Out East

Written By: Joshua  McCuen

Out East

By Joshua McCuen

 

PortJeffersoncan neither be defined asEastern Long Islandnor a commuter town toManhattan. Somewhat lost, it lays halfway between Orient Point andNew York Cityon the north shore. PortJeffersonis where I spent the first eighteen years of my life. The town itself is situated like a bowl tipped to the harbor; to leave means taking a boat or climbing one of the hills surrounding the town. At the southern edge,Main Streetruns down the hill like a river, finding the lowest point and flowing to the harbor, where it forks its path before the open mouth of theBridgeportferry. The side streets flow intoMainlike estuaries, and it is on one of those side streets where I grew up. Just a few steps from downtown, just high enough on the hill to see the harbor water mixing with the Sound, the house was set perfectly for someone who wished to explore by foot.

Like anyone who has spent a great deal of time in one place, the lay of the land became imprinted deep inside me. From year to year, the landscape of the town, from rusty fire hydrant to cracked slabs of cement, became richer in specifics. Street names acted as talismans, a gentle reminder of how far I was from home. There were the dead ends along the hills overlooking the harbor, the widow walks lost amongst the trees. There was the basketball court, just a stone’s throw from Village Hall, right past the creek that could be leapt across at low tide. Put upon the grid of the town is memory: conversations on benches, practical jokes played at work, a meal in the backyard with family. So attached to place, it is only natural that a walk through Port Jefferson as an adult brings these memories to the forefront. Diminutive and grand, they fight for space with each step, overlapping, erasing, blurring, aggrandizing and belittling each recollection until everything becomes a walking kaleidoscope of back, middle and foreground.

PortJeffersonbecame a palimpsest, memory upon memory overlaid and crisscrossed, the same pages written over again and again to where memories both big and small fight for my attention. As I walk the same streets today, I wonder how something so inconsequential could jump to the forefront, and how another thing so important could be practically forgotten. How is it that the weight of memory changes? How can a leaf falling off a tree in a friend’s backyard eclipse seeing a man crash a motorcycle along High Street? These recollections shift not by reason but by whimsy.

When a child, my family every-so-often decided to head “out east.” Definitively a nebulous term, I always had a great love for its meaning. It didn’t denote a destination. Rather, it was simply a direction we chose to take, the stopping point of the trip never decided upon until reached. I think if my parents ever suggested a set place to go, I wouldn’t have been so keen for the drive out there. The destination would limit what we could see and where we could go. As in my youthful walks in Port Jefferson, I’d rather let the road, and chance, dictate where I went. I preferred “out east” for its lack of limits; to use the term meant that the possibilities were endless.

As an adult, going east with my parents still allows for escape. Away from Manhattan, my present, and further away from Port Jefferson, my past, the open spaces out east afford me a respite. Though, of course, on the drive out a memory or two is still ingrained upon me. The first isDavis’ Peach Farm, which once stood on the southern side of Route 25A. I still remember the neat rows of trees along the side of the road. A faded white sign was propped up on the roof of the building past the trees, the ‘Open’ flag waving from a pole dwarfed by a street. In my mind, we pass it and I can see each row, each individual tree, but as I turn my head to look back and read the sign, the past is erased by the present: the farm was replaced long ago by tract housing. All signs of the farm have been written over. Memory and reality do battle, and I wonder how much longer the past stays with me before being waylaid by the present. Might the memory of the trees all in a row be one day usurped by the image of duplicate houses aligned in almost the same manner? Or will I always see double when we pass this stretch of road?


■ Task goal ■
A picture-free, exact transcript of the entries below is required.

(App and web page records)
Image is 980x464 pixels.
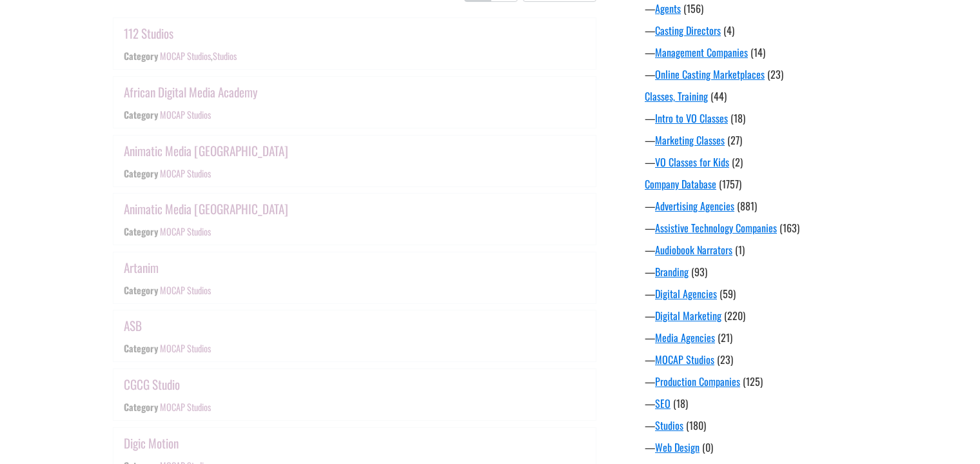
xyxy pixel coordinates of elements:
[655,439,699,455] a: Web Design
[723,23,734,38] span: (4)
[702,439,713,455] span: (0)
[655,110,728,125] a: Intro to VO Classes
[655,330,715,345] a: Media Agencies
[655,264,688,279] a: Branding
[655,132,725,147] a: Marketing Classes
[742,374,763,389] span: (125)
[655,23,720,38] a: Casting Directors
[731,110,745,125] span: (18)
[655,308,721,323] a: Digital Marketing
[655,352,714,367] a: MOCAP Studios
[645,23,876,38] div: —
[655,198,734,214] a: Advertising Agencies
[735,241,744,258] span: (1)
[645,154,876,169] div: —
[655,1,680,16] a: Agents
[691,264,707,279] span: (93)
[717,352,733,367] span: (23)
[655,241,732,258] a: Audiobook Narrators
[655,417,683,433] a: Studios
[724,308,745,323] span: (220)
[645,132,876,147] div: —
[655,154,729,169] a: VO Classes for Kids
[731,154,742,169] span: (2)
[645,308,876,323] div: —
[686,417,706,433] span: (180)
[645,374,876,389] div: —
[645,330,876,345] div: —
[645,417,876,433] div: —
[645,395,876,411] div: —
[645,352,876,367] div: —
[645,439,876,455] div: —
[645,66,876,82] div: —
[655,395,670,411] a: SEO
[750,45,765,60] span: (14)
[645,176,716,192] a: Company Database
[645,264,876,279] div: —
[683,1,703,16] span: (156)
[655,374,740,389] a: Production Companies
[710,88,726,104] span: (44)
[673,395,688,411] span: (18)
[655,220,777,236] a: Assistive Technology Companies
[736,198,757,214] span: (881)
[645,88,708,104] a: Classes, Training
[645,45,876,60] div: —
[655,45,747,60] a: Management Companies
[645,198,876,214] div: —
[719,286,736,301] span: (59)
[779,220,799,236] span: (163)
[727,132,742,147] span: (27)
[767,66,783,82] span: (23)
[655,66,764,82] a: Online Casting Marketplaces
[655,286,717,301] a: Digital Agencies
[645,110,876,125] div: —
[718,330,732,345] span: (21)
[719,176,742,192] span: (1757)
[645,241,876,258] div: —
[645,220,876,236] div: —
[645,1,876,16] div: —
[645,286,876,301] div: —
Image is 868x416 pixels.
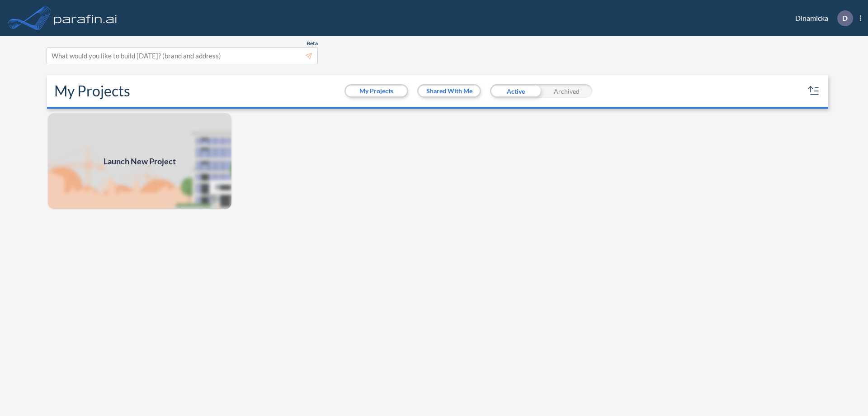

■ The answer ■
Image is 980x464 pixels.
xyxy pixel coordinates of elements:
[655,439,699,455] a: Web Design
[723,23,734,38] span: (4)
[702,439,713,455] span: (0)
[655,110,728,125] a: Intro to VO Classes
[655,330,715,345] a: Media Agencies
[655,264,688,279] a: Branding
[655,132,725,147] a: Marketing Classes
[742,374,763,389] span: (125)
[655,23,720,38] a: Casting Directors
[731,110,745,125] span: (18)
[655,308,721,323] a: Digital Marketing
[655,352,714,367] a: MOCAP Studios
[645,23,876,38] div: —
[655,198,734,214] a: Advertising Agencies
[735,241,744,258] span: (1)
[645,154,876,169] div: —
[655,1,680,16] a: Agents
[691,264,707,279] span: (93)
[717,352,733,367] span: (23)
[655,241,732,258] a: Audiobook Narrators
[655,417,683,433] a: Studios
[724,308,745,323] span: (220)
[645,132,876,147] div: —
[655,154,729,169] a: VO Classes for Kids
[731,154,742,169] span: (2)
[645,308,876,323] div: —
[686,417,706,433] span: (180)
[645,374,876,389] div: —
[645,330,876,345] div: —
[645,417,876,433] div: —
[645,395,876,411] div: —
[645,352,876,367] div: —
[645,439,876,455] div: —
[645,66,876,82] div: —
[655,395,670,411] a: SEO
[750,45,765,60] span: (14)
[645,176,716,192] a: Company Database
[645,264,876,279] div: —
[683,1,703,16] span: (156)
[655,374,740,389] a: Production Companies
[710,88,726,104] span: (44)
[673,395,688,411] span: (18)
[655,220,777,236] a: Assistive Technology Companies
[736,198,757,214] span: (881)
[645,88,708,104] a: Classes, Training
[645,45,876,60] div: —
[655,45,747,60] a: Management Companies
[645,198,876,214] div: —
[719,286,736,301] span: (59)
[779,220,799,236] span: (163)
[727,132,742,147] span: (27)
[767,66,783,82] span: (23)
[655,66,764,82] a: Online Casting Marketplaces
[655,286,717,301] a: Digital Agencies
[645,110,876,125] div: —
[718,330,732,345] span: (21)
[719,176,742,192] span: (1757)
[645,241,876,258] div: —
[645,220,876,236] div: —
[645,1,876,16] div: —
[645,286,876,301] div: —
Image is 868x416 pixels.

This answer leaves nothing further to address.